Atlas AI Operations

AI agent for SAP support

A support assistant should retrieve context, structure the diagnosis, and escalate cleanly. It should not guess its way through ERP risk.

Reviewed

Core idea

An AI agent for SAP support is most useful when it acts as a disciplined support layer: it retrieves relevant context, summarizes the issue, suggests diagnostic paths, prepares tickets, and routes uncertainty to humans.

The goal is not autonomous configuration change. The goal is faster, more consistent first-pass support while preserving authorization boundaries, auditability, and human accountability.

Minimum safe architecture

  • Knowledge retrieval: approved runbooks, process notes, KEDB entries, public documentation, and system-specific support material where access is allowed.
  • Authorization awareness: the agent should not expose data or suggest actions outside the user context.
  • Structured diagnosis: the answer should separate evidence, likely cause, recommended next check, and escalation path.
  • Human approval: any material process change, master-data change, financial impact, or configuration change needs controlled review.
  • Traceability: responses should point to the sources used and leave an audit trail where the organization requires it.

Good use cases

Useful first use cases are ticket enrichment, incident summarization, runbook retrieval, duplicate issue detection, first-pass classification, and suggested diagnostic checklists. These are valuable because they reduce support friction without pretending the model owns the ERP decision.

Support takeaway

A credible SAP support agent should be conservative by design. It should say when it does not know, ask for missing evidence, and escalate early when the issue touches authorization, finance, compliance, master data, or configuration.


» **Your objective**
A picture-free, exact transcript of the entries below is required.

» **Dataset extract**
○ ○ ○ ○ ○
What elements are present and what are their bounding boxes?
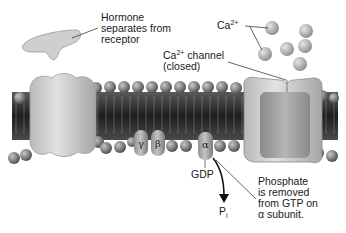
svg-text:γ: γ (138, 138, 144, 149)
phosphate-inorganic-label: Pi (219, 206, 228, 221)
hormone-molecule (22, 30, 80, 60)
hormone-label: Hormone separates from receptor (101, 12, 171, 45)
channel-pointer-line (228, 62, 286, 80)
gdp-label: GDP (191, 169, 214, 180)
svg-text:α: α (202, 139, 209, 150)
receptor-protein (30, 74, 96, 157)
calcium-channel (244, 77, 322, 163)
svg-text:β: β (155, 138, 161, 149)
calcium-ion-label: Ca2+ (217, 20, 238, 31)
calcium-ions (258, 21, 313, 71)
calcium-pointer-lines (245, 26, 268, 50)
arrow-head-icon (219, 194, 229, 203)
phosphate-removed-label: Phosphate is removed from GTP on α subun… (258, 176, 318, 220)
phosphate-arrow (213, 158, 224, 196)
calcium-channel-label: Ca2+ channel (closed) (163, 50, 224, 72)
○ ○ ○ ○ ○
» **Expected output**
What elements are present and what are their bounding boxes?
svg-text:γ: γ (138, 138, 144, 149)
phosphate-inorganic-label: Pi (219, 206, 228, 221)
hormone-molecule (22, 30, 80, 60)
hormone-label: Hormone separates from receptor (101, 12, 171, 45)
channel-pointer-line (228, 62, 286, 80)
gdp-label: GDP (191, 169, 214, 180)
svg-text:α: α (202, 139, 209, 150)
receptor-protein (30, 74, 96, 157)
calcium-channel (244, 77, 322, 163)
svg-text:β: β (155, 138, 161, 149)
calcium-ion-label: Ca2+ (217, 20, 238, 31)
calcium-ions (258, 21, 313, 71)
calcium-pointer-lines (245, 26, 268, 50)
arrow-head-icon (219, 194, 229, 203)
phosphate-removed-label: Phosphate is removed from GTP on α subun… (258, 176, 318, 220)
phosphate-arrow (213, 158, 224, 196)
calcium-channel-label: Ca2+ channel (closed) (163, 50, 224, 72)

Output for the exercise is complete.